Home » today » Entertainment » Helper and devours books | Burgos Daily News

Helper and devours books | Burgos Daily News

Being born in one or another generation has, like everything, its pros and cons. For someone who is passionate about letters and the unmistakable smell that the pages of a book give off, arriving in the world in the 1930s made it difficult, in a certain way, to be able to enjoy what he liked the most when he felt like it. Félix Sagredo, from Brivies, did what he could and in 1947, coinciding with the inauguration of the first library in the city, his life changed.

He frequently went to that special place packed with works by the most illustrious, which at that time “was expecting more than 2,000,” he recalls. Carlos Virumbrales, together with his office of the Trade Unions, presided over the installation, located on the first floor of the same building that today houses the House of Culture. «This building belonged to the first public schools in the city, later it became a free high school education academy because there was no institute and in the end it was used as a library and offices of the Vertical Union of Farmers and Ranchers. On the ground floor, the musicians of the Municipal Music Band rehearsed », he explains.

Not even a year passed when Virumbrales, dazzled by that child’s interest in reading and the speed with which he devoured books, made him a proposal that he could not refuse despite his young age. At the age of ten he became the youngest volunteer at the Briviesca library and he began to open and close its doors every day.

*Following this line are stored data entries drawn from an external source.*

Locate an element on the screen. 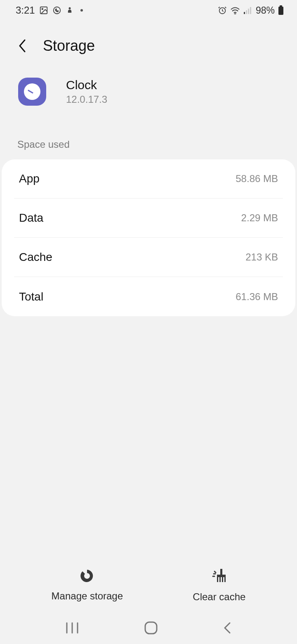 This screenshot has width=297, height=644. row-value: 61.36 MB is located at coordinates (257, 297).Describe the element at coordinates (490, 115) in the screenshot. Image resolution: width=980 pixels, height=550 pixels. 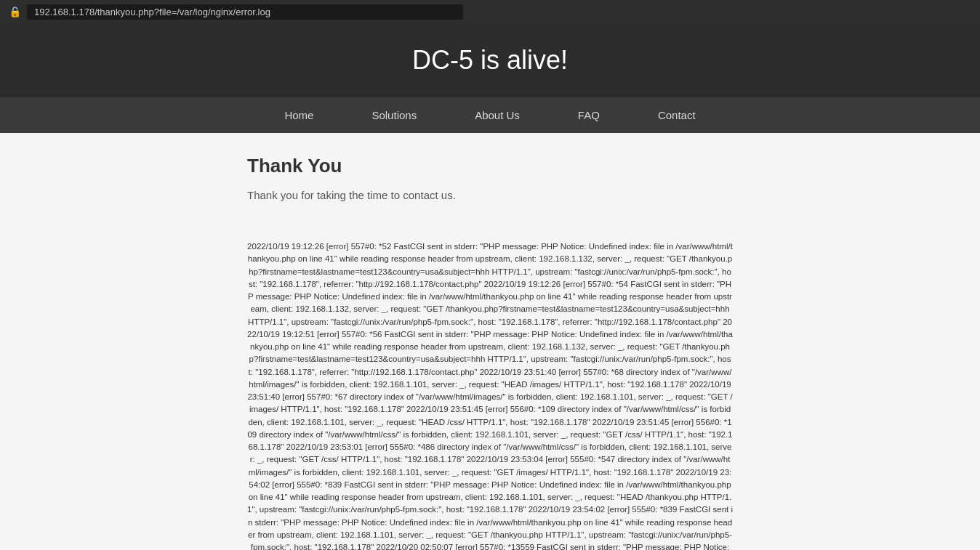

One of the things he liked the most was recommending authors and titles to users, since although he barely lifted an inch from the ground, he used to read Emilio Salgari or Wenceslao Fernández Flórez, among others. He got to know the place where each of the works was located and when someone requested a specific one, “I took him to the exact point,” he recalls. Then, there were only three large shelves located on three sides of the room, except for the center’s loan service. “Since some of the copies were on the highest shelves, I had to climb on a chair to reach them since there wasn’t even a ladder to help us,” he jokes.

At the end of the 1940s, “owning a book was a luxury that only the best positioned could afford. The rest of the population had to sacrifice a lot to be able to get hold of one,” says Sagredo. For this reason, the reading room was frequented daily by a number of neighbors looking for new adventures hidden between the pages of available novels and stories. Such was the value of the works that when he was still very young, the Magi surprised him with a text that ended up slipping from his hands, falling to the ground and separating the spine from the pages. “I spent the whole day punished for it,” he recounts.

For two years he was the manager’s right-hand man, and the latter, grateful for his work, before Christmas 1949 paid him 100 pesetas for his services. “I invested one in modern cinema and saw a John Wayne movie, the remaining 99 I saved for my future whims,” ​​he says.